The men were told that a charge of conspiring to defraud the council will be withdrawn.

Corcoran, of Clipstone, previously admitted ten thefts of laptop computers and one of a computer hard drive.

Chambers, of Mansfield, admitted five thefts of laptops.

Judge Burgess told them: “Everyone in Newark is interested in this and rightly so because you were employed by the people of Newark.

“Every theft was effectively a theft from the ratepayer.”

The judge said the breach of trust was enormous and deplorable. He said it was right that both men lost their jobs.

The prosecutor, Mr Martin Hurst, said a council internal audit led to the police being called.

The court heard that Chambers was bankrupt, owing £37,000, and would not be able to repay the cash equivalent of the computers he stole. The judge ordered he pay a nominal sum of £1.

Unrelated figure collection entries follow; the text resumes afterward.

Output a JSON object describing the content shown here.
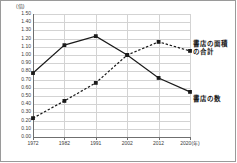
{
  "figure": {
    "y_unit_label": "(倍)",
    "x_unit_suffix": "(年)"
  },
  "annotations": {
    "area_label": "書店の面積\nの合計",
    "count_label": "書店の数"
  },
  "chart_data": {
    "type": "line",
    "title": "",
    "xlabel": "(年)",
    "ylabel": "(倍)",
    "categories": [
      "1972",
      "1982",
      "1991",
      "2002",
      "2012",
      "2020(年)"
    ],
    "x": [
      1972,
      1982,
      1991,
      2002,
      2012,
      2020
    ],
    "xlim": [
      1972,
      2020
    ],
    "ylim": [
      0.0,
      1.5
    ],
    "ytick_labels": [
      "1.50",
      "1.40",
      "1.30",
      "1.20",
      "1.10",
      "1.00",
      "0.90",
      "0.80",
      "0.70",
      "0.60",
      "0.50",
      "0.40",
      "0.30",
      "0.20",
      "0.10",
      "0.00"
    ],
    "yticks": [
      1.5,
      1.4,
      1.3,
      1.2,
      1.1,
      1.0,
      0.9,
      0.8,
      0.7,
      0.6,
      0.5,
      0.4,
      0.3,
      0.2,
      0.1,
      0.0
    ],
    "grid": true,
    "legend_position": "annotated-right",
    "series": [
      {
        "name": "書店の数",
        "style": "solid",
        "color": "#1a1a1a",
        "marker": "square",
        "values": [
          0.78,
          1.12,
          1.23,
          1.0,
          0.72,
          0.55
        ]
      },
      {
        "name": "書店の面積の合計",
        "style": "dashed",
        "color": "#1a1a1a",
        "marker": "square",
        "values": [
          0.23,
          0.44,
          0.66,
          1.0,
          1.16,
          1.05
        ]
      }
    ]
  }
}
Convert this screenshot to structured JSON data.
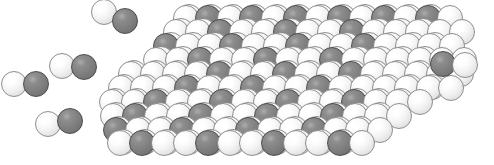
{
  "figure": {
    "type": "space-filling-molecular-model",
    "background_color": "#ffffff",
    "width": 494,
    "height": 165
  },
  "species": [
    {
      "key": "light",
      "label": "light atom",
      "color": "#f2f2f2",
      "outline": "#8e8e8e"
    },
    {
      "key": "dark",
      "label": "dark atom",
      "color": "#808080",
      "outline": "#4b4b4b"
    }
  ],
  "slab": {
    "label": "crystal slab",
    "description": "Close-packed binary slab viewed in perspective, alternating light and dark atoms.",
    "atom_radius": 13,
    "row_dx": 22.0,
    "row_dy": 14.0,
    "row_shear": 9.0,
    "layer_offset_x": -7.0,
    "layer_offset_y": 5.0,
    "rows": [
      {
        "y": 18,
        "x": 186,
        "n": 13,
        "pattern": "ldldldldldldl"
      },
      {
        "y": 32,
        "x": 176,
        "n": 14,
        "pattern": "lldlldlldllll"
      },
      {
        "y": 46,
        "x": 166,
        "n": 14,
        "pattern": "dlldlldlldlll"
      },
      {
        "y": 60,
        "x": 156,
        "n": 15,
        "pattern": "lldlldlldllll"
      },
      {
        "y": 74,
        "x": 131,
        "n": 16,
        "pattern": "lllldlldlldlllll"
      },
      {
        "y": 88,
        "x": 121,
        "n": 16,
        "pattern": "llldlldlldllllll"
      },
      {
        "y": 102,
        "x": 112,
        "n": 15,
        "pattern": "lldlldlldlldlll"
      },
      {
        "y": 116,
        "x": 113,
        "n": 14,
        "pattern": "ldlldlldlldlll"
      },
      {
        "y": 130,
        "x": 116,
        "n": 13,
        "pattern": "dlldlldlldlll"
      },
      {
        "y": 143,
        "x": 120,
        "n": 12,
        "pattern": "ldlldlldlldl"
      }
    ],
    "back_rows": [
      {
        "y": 12,
        "x": 196,
        "n": 12,
        "pattern": "llllllllllll"
      },
      {
        "y": 26,
        "x": 188,
        "n": 12,
        "pattern": "llllllllllll"
      },
      {
        "y": 40,
        "x": 178,
        "n": 13,
        "pattern": "lllllllllllll"
      },
      {
        "y": 54,
        "x": 168,
        "n": 13,
        "pattern": "lllllllllllll"
      },
      {
        "y": 68,
        "x": 141,
        "n": 15,
        "pattern": "lllllllllllllll"
      },
      {
        "y": 82,
        "x": 131,
        "n": 15,
        "pattern": "lllllllllllllll"
      },
      {
        "y": 96,
        "x": 122,
        "n": 14,
        "pattern": "llllllllllllll"
      },
      {
        "y": 110,
        "x": 123,
        "n": 13,
        "pattern": "lllllllllllll"
      },
      {
        "y": 124,
        "x": 126,
        "n": 12,
        "pattern": "llllllllllll"
      },
      {
        "y": 137,
        "x": 130,
        "n": 11,
        "pattern": "lllllllllll"
      }
    ]
  },
  "molecules": [
    {
      "name": "molecule-top-left",
      "x": 104,
      "y": 12,
      "first": "light",
      "second": "dark",
      "dx": 21,
      "dy": 9,
      "r": 13
    },
    {
      "name": "molecule-mid-left",
      "x": 14,
      "y": 84,
      "first": "light",
      "second": "dark",
      "dx": 22,
      "dy": 0,
      "r": 13
    },
    {
      "name": "molecule-upper-left-2",
      "x": 62,
      "y": 66,
      "first": "light",
      "second": "dark",
      "dx": 22,
      "dy": 1,
      "r": 13
    },
    {
      "name": "molecule-bottom-left",
      "x": 48,
      "y": 124,
      "first": "light",
      "second": "dark",
      "dx": 22,
      "dy": -3,
      "r": 13
    },
    {
      "name": "molecule-right",
      "x": 443,
      "y": 64,
      "first": "dark",
      "second": "light",
      "dx": 22,
      "dy": 1,
      "r": 13
    }
  ]
}
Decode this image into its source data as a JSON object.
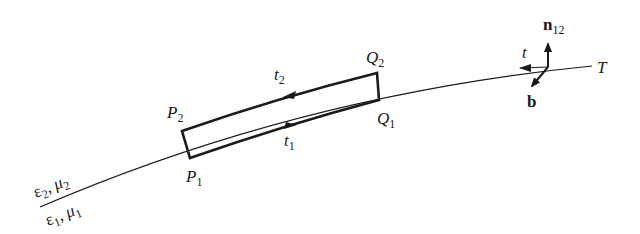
{
  "figure": {
    "type": "boundary-interface-loop",
    "media": {
      "upper": {
        "eps": "ε",
        "eps_sub": "2",
        "sep": ", ",
        "mu": "μ",
        "mu_sub": "2"
      },
      "lower": {
        "eps": "ε",
        "eps_sub": "1",
        "sep": ", ",
        "mu": "μ",
        "mu_sub": "1"
      }
    },
    "points": {
      "P1": {
        "main": "P",
        "sub": "1"
      },
      "P2": {
        "main": "P",
        "sub": "2"
      },
      "Q1": {
        "main": "Q",
        "sub": "1"
      },
      "Q2": {
        "main": "Q",
        "sub": "2"
      }
    },
    "tangents": {
      "t1": {
        "main": "t",
        "sub": "1"
      },
      "t2": {
        "main": "t",
        "sub": "2"
      },
      "t": {
        "main": "t"
      }
    },
    "vectors": {
      "normal": {
        "main": "n",
        "sub": "12"
      },
      "binormal": {
        "main": "b"
      }
    },
    "curve_label": "T",
    "colors": {
      "ink": "#1a1a1a",
      "background": "#ffffff"
    }
  }
}
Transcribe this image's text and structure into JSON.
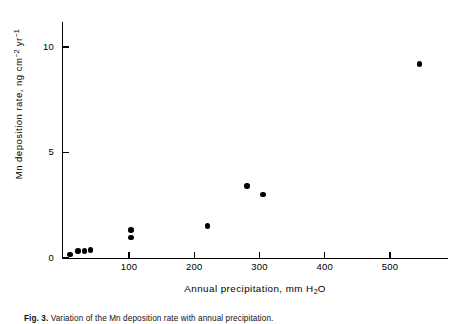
{
  "figure": {
    "caption_label": "Fig. 3.",
    "caption_text": "Variation of the Mn deposition rate with annual precipitation."
  },
  "axes": {
    "y_title_main": "Mn deposition rate, ng cm",
    "y_title_exp1": "−2",
    "y_title_mid": " yr",
    "y_title_exp2": "−1",
    "x_title_main": "Annual precipitation, mm H",
    "x_title_sub": "2",
    "x_title_end": "O"
  },
  "chart_data": {
    "type": "scatter",
    "title": "",
    "xlabel": "Annual precipitation, mm H2O",
    "ylabel": "Mn deposition rate, ng cm-2 yr-1",
    "xlim": [
      0,
      592
    ],
    "ylim": [
      0,
      11.2
    ],
    "xticks": [
      100,
      200,
      300,
      400,
      500
    ],
    "xtick_labels": [
      "100",
      "200",
      "300",
      "400",
      "500"
    ],
    "yticks": [
      0,
      5,
      10
    ],
    "ytick_labels": [
      "0",
      "5",
      "10"
    ],
    "grid": false,
    "legend": null,
    "marker": "filled-circle",
    "points": [
      {
        "x": 10,
        "y": 0.15
      },
      {
        "x": 22,
        "y": 0.3
      },
      {
        "x": 32,
        "y": 0.32
      },
      {
        "x": 41,
        "y": 0.35
      },
      {
        "x": 103,
        "y": 1.3
      },
      {
        "x": 103,
        "y": 0.95
      },
      {
        "x": 220,
        "y": 1.5
      },
      {
        "x": 281,
        "y": 3.4
      },
      {
        "x": 305,
        "y": 3.0
      },
      {
        "x": 545,
        "y": 9.2
      }
    ]
  }
}
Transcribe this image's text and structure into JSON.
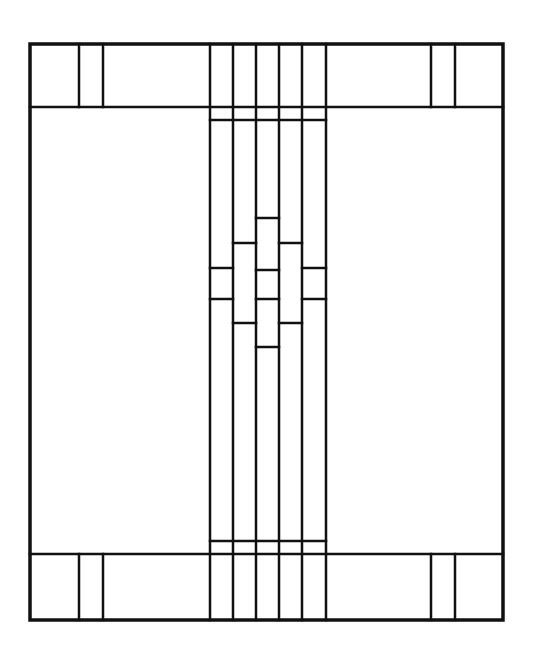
{
  "colors": {
    "lead": "#111111",
    "glass": "#ffffff"
  },
  "design": {
    "frame": "outer-rectangle",
    "bands": [
      "top-border-band",
      "central-vertical-strip",
      "bottom-border-band"
    ],
    "center_columns": 5,
    "side_mullions_per_band": 2
  }
}
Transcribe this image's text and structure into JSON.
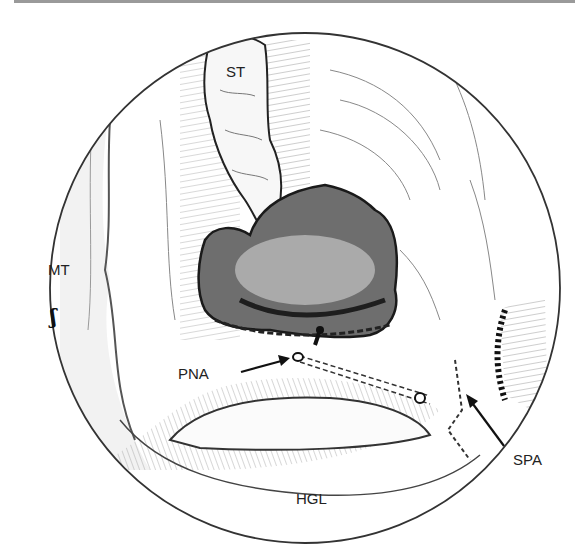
{
  "figure": {
    "type": "surgical illustration",
    "view": "circular endoscopic field",
    "labels": {
      "st": "ST",
      "mt": "MT",
      "pna": "PNA",
      "spa": "SPA",
      "hgl": "HGL"
    },
    "margin_mark": "ʃ",
    "colors": {
      "ink": "#222222",
      "shade": "#6e6e6e",
      "light_shade": "#bdbdbd",
      "background": "#ffffff",
      "top_rule": "#9a9a9a"
    }
  }
}
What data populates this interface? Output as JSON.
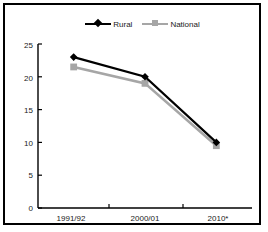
{
  "figure": {
    "background_color": "#ffffff",
    "border_color": "#000000"
  },
  "legend": {
    "position": "top-center",
    "entries": [
      {
        "label": "Rural",
        "color": "#000000",
        "marker": "diamond"
      },
      {
        "label": "National",
        "color": "#a6a6a6",
        "marker": "square"
      }
    ]
  },
  "axes": {
    "y_ticks": [
      "25",
      "20",
      "15",
      "10",
      "5",
      "0"
    ],
    "x_ticks": [
      "1991/92",
      "2000/01",
      "2010*"
    ]
  },
  "chart_data": {
    "type": "line",
    "title": "",
    "xlabel": "",
    "ylabel": "",
    "categories": [
      "1991/92",
      "2000/01",
      "2010*"
    ],
    "series": [
      {
        "name": "Rural",
        "values": [
          23,
          20,
          10
        ],
        "color": "#000000",
        "marker": "diamond"
      },
      {
        "name": "National",
        "values": [
          21.5,
          19,
          9.5
        ],
        "color": "#a6a6a6",
        "marker": "square"
      }
    ],
    "ylim": [
      0,
      25
    ],
    "ytick_step": 5,
    "grid": false,
    "legend_position": "top-center"
  }
}
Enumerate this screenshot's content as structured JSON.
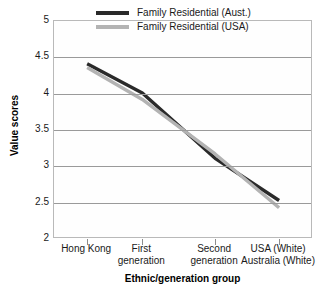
{
  "chart_data": {
    "type": "line",
    "title": "",
    "xlabel": "Ethnic/generation group",
    "ylabel": "Value scores",
    "categories": [
      "Hong Kong",
      "First\ngeneration",
      "Second\ngeneration",
      "USA (White)\nAustralia (White)"
    ],
    "series": [
      {
        "name": "Family Residential (Aust.)",
        "color": "#2a2a2a",
        "values": [
          4.41,
          4.01,
          3.11,
          2.53
        ]
      },
      {
        "name": "Family Residential (USA)",
        "color": "#b3b3b3",
        "values": [
          4.36,
          3.92,
          3.17,
          2.43
        ]
      }
    ],
    "ylim": [
      2,
      5
    ],
    "yticks": [
      "2",
      "2.5",
      "3",
      "3.5",
      "4",
      "4.5",
      "5"
    ],
    "ytick_values": [
      2,
      2.5,
      3,
      3.5,
      4,
      4.5,
      5
    ],
    "grid": true,
    "legend_position": "top-right-inside"
  },
  "axes": {
    "y_title": "Value scores",
    "x_title": "Ethnic/generation group"
  },
  "legend": {
    "entries": [
      {
        "label": "Family Residential (Aust.)",
        "color": "#2a2a2a"
      },
      {
        "label": "Family Residential (USA)",
        "color": "#b3b3b3"
      }
    ]
  },
  "colors": {
    "series_aust": "#2a2a2a",
    "series_usa": "#b3b3b3",
    "gridline": "#9a9a9a",
    "frame": "#b9b9b9",
    "background": "#ffffff"
  }
}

The court heard that the value of the computer equipment when new was a combined £17,000 but had largely depreciated in value.

In one instance a mix-up led to 30 laptops being delivered rather than the 15 ordered.

The head of information systems, Clifford Sanderson, ordered that the surplus be retained rather than sent back but not all were entered on to the council’s inventory, Mr Hurst said.

Corcoran, who has just set up his own business, must pay back within 28 days the £2,900 he made through selling the stolen computers on Ebay and, on two occasions, to a friend in the carpark at Kelham Hall.

The judge accepted that many of the computers taken by Corcoran had outlived the four-year cycle for such equipment at Kelham Hall.

The money Corcoran must pay, with an added £500 costs, falls under the Proceeds of Crime Act and goes into a central fund.

If the council wants the equivalent in compensation it must, agreed the judge, pursue the two through the civil courts.

Chambers, said his counsel, Mr Robin Brown, had not sought to sell his stolen items but passed them to his family and kept some in order to upgrade his own equipment.

Mr James Hodivala, for Corcoran, said he was a family man with two young children and was a carer for some family members. He had debts, aside from his mortgage, of £30,000.

After the case, the chief executive of the district council, Mr Andrew Muter, said the council had written to the Crown Prosecution Service to ask why a compensation order was not pursued.

He said seeking compensation through the civil courts would cost the council money, whereas there would have been no further cost if it had been pursued through the criminal case.

The sacked head of information systems, Clifford Sanderson (46) of Leicester, admitted conspiring to steal from the council and conspiracy to defraud the council.

Sanderson has also pleaded guilty to the possession of a sawn-off shotgun. No evidence was offered against him on five counts of making an indecent image of a child.

A regional sales manager for a company called Black Box Network Services, Steven Dudley (31) of Beeston, has admitted conspiring to steal from the council with Sanderson between January 1, 2001 and May 12, 2006.

The conspiracy relates to thefts of computer equipment and contract kickbacks.